Christendom fell away, though never so much as in the last century and half, into the dream of the church triumphant, not suffering, and of a worldwide victory for the gospel during the Lord's absence. All distinctive truth and heavenly hope are surrendered by an error as stupendous for principle as for practice. For it levels the N. T. to the footing of the O.T., and obscures, where it does not destroy, the characteristic force of both. The result for thoughtful minds, we say not for believers, is an enormous impulse given, both to superstition, which in its blindness seeks to amalgamate Judaism and Christianity, and to rationalism, which has no faith in the word of God, and no divinely given perception of either, as Christ is little to both.
But the language of the prophet in the verse (4) that follows is also turned to suited and serious use: “It he should draw back, my soul hath no pleasure in him; but the just one shall live by faith in (of) me.” It is plain that in this epistle the order is adapted to the object in hand, which is not to enforce justification by faith as in Rom. 1:17, nor to set aside the interpolation of the law in opposition to grace as in Gal. 3:11, but to insist on faith as the power of life, and this too practically, as in all else: of which the chapter that follows is the weighty and interesting illustration.

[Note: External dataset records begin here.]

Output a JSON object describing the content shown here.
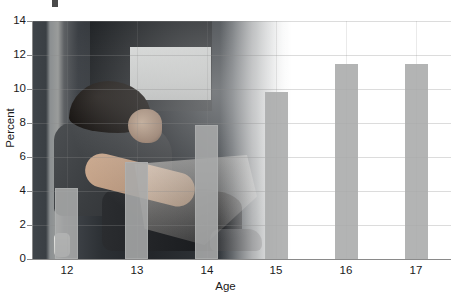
{
  "figure": {
    "title_fragment_visible": true,
    "background_photo": {
      "description": "teenage-boy-sitting-on-floor-photo",
      "interactable": false
    }
  },
  "chart_data": {
    "type": "bar",
    "title": "",
    "xlabel": "Age",
    "ylabel": "Percent",
    "categories": [
      "12",
      "13",
      "14",
      "15",
      "16",
      "17"
    ],
    "values": [
      4.2,
      5.7,
      7.9,
      9.8,
      11.5,
      11.5
    ],
    "ylim": [
      0,
      14
    ],
    "yticks": [
      0,
      2,
      4,
      6,
      8,
      10,
      12,
      14
    ],
    "ytick_labels": [
      "0",
      "2",
      "4",
      "6",
      "8",
      "10",
      "12",
      "14"
    ],
    "xtick_labels": [
      "12",
      "13",
      "14",
      "15",
      "16",
      "17"
    ],
    "grid": true,
    "legend": false,
    "bar_color": "#a8aaaa",
    "axis_color": "#8a8a8a",
    "text_color": "#1a1a1a"
  }
}
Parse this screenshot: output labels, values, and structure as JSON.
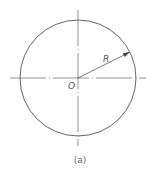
{
  "diagram": {
    "type": "circle-with-radius",
    "center_label": "O",
    "radius_label": "R",
    "caption": "(a)",
    "colors": {
      "stroke": "#555555",
      "background": "#ffffff"
    }
  }
}
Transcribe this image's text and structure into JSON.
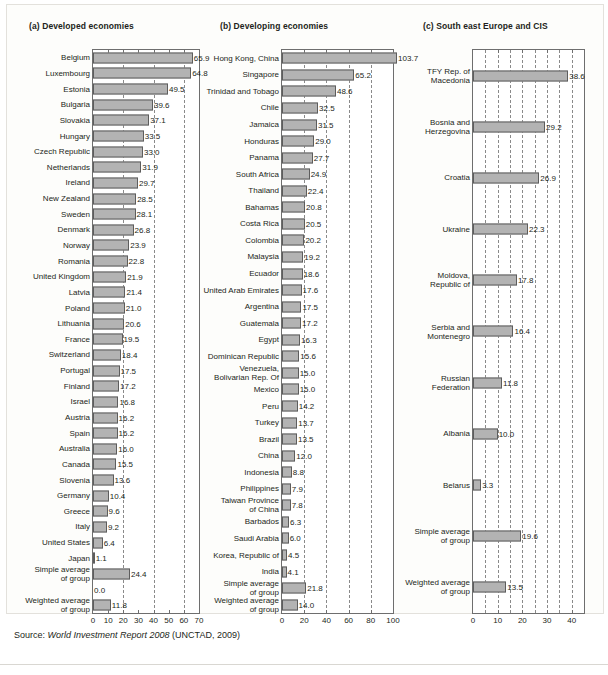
{
  "figure": {
    "source_prefix": "Source: ",
    "source_italic": "World Investment Report 2008",
    "source_suffix": " (UNCTAD, 2009)"
  },
  "chart_data": [
    {
      "type": "bar",
      "orientation": "horizontal",
      "panel_id": "a",
      "title": "(a) Developed economies",
      "xlabel": "",
      "ylabel": "",
      "xlim": [
        0,
        70
      ],
      "xticks": [
        0,
        10,
        20,
        30,
        40,
        50,
        60,
        70
      ],
      "gridlines": [
        20,
        40,
        60
      ],
      "grid": true,
      "legend": "none",
      "categories": [
        "Belgium",
        "Luxembourg",
        "Estonia",
        "Bulgaria",
        "Slovakia",
        "Hungary",
        "Czech Republic",
        "Netherlands",
        "Ireland",
        "New Zealand",
        "Sweden",
        "Denmark",
        "Norway",
        "Romania",
        "United Kingdom",
        "Latvia",
        "Poland",
        "Lithuania",
        "France",
        "Switzerland",
        "Portugal",
        "Finland",
        "Israel",
        "Austria",
        "Spain",
        "Australia",
        "Canada",
        "Slovenia",
        "Germany",
        "Greece",
        "Italy",
        "United States",
        "Japan",
        "Simple average of group",
        "",
        "Weighted average of group"
      ],
      "values": [
        65.9,
        64.8,
        49.5,
        39.6,
        37.1,
        33.5,
        33.0,
        31.9,
        29.7,
        28.5,
        28.1,
        26.8,
        23.9,
        22.8,
        21.9,
        21.4,
        21.0,
        20.6,
        19.5,
        18.4,
        17.5,
        17.2,
        16.8,
        16.2,
        16.2,
        16.0,
        15.5,
        13.6,
        10.4,
        9.6,
        9.2,
        6.4,
        1.1,
        24.4,
        0.0,
        11.8
      ],
      "value_labels": [
        "65.9",
        "64.8",
        "49.5",
        "39.6",
        "37.1",
        "33.5",
        "33.0",
        "31.9",
        "29.7",
        "28.5",
        "28.1",
        "26.8",
        "23.9",
        "22.8",
        "21.9",
        "21.4",
        "21.0",
        "20.6",
        "19.5",
        "18.4",
        "17.5",
        "17.2",
        "16.8",
        "16.2",
        "16.2",
        "16.0",
        "15.5",
        "13.6",
        "10.4",
        "9.6",
        "9.2",
        "6.4",
        "1.1",
        "24.4",
        "0.0",
        "11.8"
      ]
    },
    {
      "type": "bar",
      "orientation": "horizontal",
      "panel_id": "b",
      "title": "(b) Developing economies",
      "xlabel": "",
      "ylabel": "",
      "xlim": [
        0,
        100
      ],
      "xticks": [
        0,
        20,
        40,
        60,
        80,
        100
      ],
      "gridlines": [
        20,
        40,
        60,
        80
      ],
      "grid": true,
      "legend": "none",
      "categories": [
        "Hong Kong, China",
        "Singapore",
        "Trinidad and Tobago",
        "Chile",
        "Jamaica",
        "Honduras",
        "Panama",
        "South Africa",
        "Thailand",
        "Bahamas",
        "Costa Rica",
        "Colombia",
        "Malaysia",
        "Ecuador",
        "United Arab Emirates",
        "Argentina",
        "Guatemala",
        "Egypt",
        "Dominican Republic",
        "Venezuela, Bolivarian Rep. Of",
        "Mexico",
        "Peru",
        "Turkey",
        "Brazil",
        "China",
        "Indonesia",
        "Philippines",
        "Taiwan Province of China",
        "Barbados",
        "Saudi Arabia",
        "Korea, Republic of",
        "India",
        "Simple average of group",
        "Weighted average of group"
      ],
      "values": [
        103.7,
        65.2,
        48.6,
        32.5,
        31.5,
        29.0,
        27.7,
        24.9,
        22.4,
        20.8,
        20.5,
        20.2,
        19.2,
        18.6,
        17.6,
        17.5,
        17.2,
        16.3,
        15.6,
        15.0,
        15.0,
        14.2,
        13.7,
        13.5,
        12.0,
        8.8,
        7.9,
        7.8,
        6.3,
        6.0,
        4.5,
        4.1,
        21.8,
        14.0
      ],
      "value_labels": [
        "103.7",
        "65.2",
        "48.6",
        "32.5",
        "31.5",
        "29.0",
        "27.7",
        "24.9",
        "22.4",
        "20.8",
        "20.5",
        "20.2",
        "19.2",
        "18.6",
        "17.6",
        "17.5",
        "17.2",
        "16.3",
        "15.6",
        "15.0",
        "15.0",
        "14.2",
        "13.7",
        "13.5",
        "12.0",
        "8.8",
        "7.9",
        "7.8",
        "6.3",
        "6.0",
        "4.5",
        "4.1",
        "21.8",
        "14.0"
      ]
    },
    {
      "type": "bar",
      "orientation": "horizontal",
      "panel_id": "c",
      "title": "(c) South east Europe and CIS",
      "xlabel": "",
      "ylabel": "",
      "xlim": [
        0,
        45
      ],
      "xticks": [
        0,
        10,
        20,
        30,
        40
      ],
      "gridlines": [
        5,
        10,
        15,
        20,
        25,
        30,
        35,
        40
      ],
      "grid": true,
      "legend": "none",
      "categories": [
        "TFY Rep. of Macedonia",
        "Bosnia and Herzegovina",
        "Croatia",
        "Ukraine",
        "Moldova, Republic of",
        "Serbia and Montenegro",
        "Russian Federation",
        "Albania",
        "Belarus",
        "Simple average of group",
        "Weighted average of group"
      ],
      "values": [
        38.6,
        29.2,
        26.9,
        22.3,
        17.8,
        16.4,
        11.8,
        10.0,
        3.3,
        19.6,
        13.5
      ],
      "value_labels": [
        "38.6",
        "29.2",
        "26.9",
        "22.3",
        "17.8",
        "16.4",
        "11.8",
        "10.0",
        "3.3",
        "19.6",
        "13.5"
      ]
    }
  ],
  "style": {
    "bar_fill": "#b3b3b3",
    "bar_edge": "#5d5d5d",
    "frame": "#6e6e6e",
    "grid": "#8a8a8a",
    "text": "#231f20",
    "page_bg": "#ffffff",
    "card_bg": "#fdfdfb"
  }
}
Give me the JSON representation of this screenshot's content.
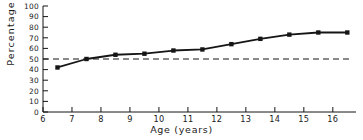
{
  "chart_data": {
    "type": "line",
    "title": "",
    "subtitle": "",
    "xlabel": "Age (years)",
    "ylabel": "Percentage",
    "xlim": [
      6,
      16.8
    ],
    "ylim": [
      0,
      100
    ],
    "xticks": [
      6,
      7,
      8,
      9,
      10,
      11,
      12,
      13,
      14,
      15,
      16
    ],
    "xticklabels": [
      "6",
      "7",
      "8",
      "9",
      "10",
      "11",
      "12",
      "13",
      "14",
      "15",
      "16"
    ],
    "yticks": [
      0,
      10,
      20,
      30,
      40,
      50,
      60,
      70,
      80,
      90,
      100
    ],
    "yticklabels": [
      "0",
      "10",
      "20",
      "30",
      "40",
      "50",
      "60",
      "70",
      "80",
      "90",
      "100"
    ],
    "grid": false,
    "legend": null,
    "legend_position": "none",
    "marker": "square",
    "line_color": "#151515",
    "marker_color": "#151515",
    "series": [
      {
        "name": "Percentage",
        "x": [
          6.5,
          7.5,
          8.5,
          9.5,
          10.5,
          11.5,
          12.5,
          13.5,
          14.5,
          15.5,
          16.5
        ],
        "values": [
          42,
          50,
          54,
          55,
          58,
          59,
          64,
          69,
          73,
          75,
          75
        ]
      }
    ],
    "annotations": [
      {
        "type": "hline",
        "name": "reference-line-50",
        "y": 50,
        "style": "dashed",
        "color": "#151515",
        "label": "50"
      }
    ]
  }
}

If the true reading here is, as it appears to be on adequate authority, “my just (or righteous) one,” it is excellent sense, as testifying God's appreciation of the one who walked in faith and righteousness—of the power of his life. In contrast is “his soul which is lifted up,” instead of dependent on God and His word. Like Cain, there was no uprightness in him, but evil works and hatred, the end of which is drawing back to perdition: nothing more offensive to God. The notion for which Delitzsch very improperly contended, that “thy righteous one” is the necessary subject of the sorrowful supposition that here follows, is quite unfounded, as ought to have been plain from verse 39 which encourages every believer. Never does the Holy Spirit lead such an one to a doubt; but many a professor does draw back to his ruin. W. K.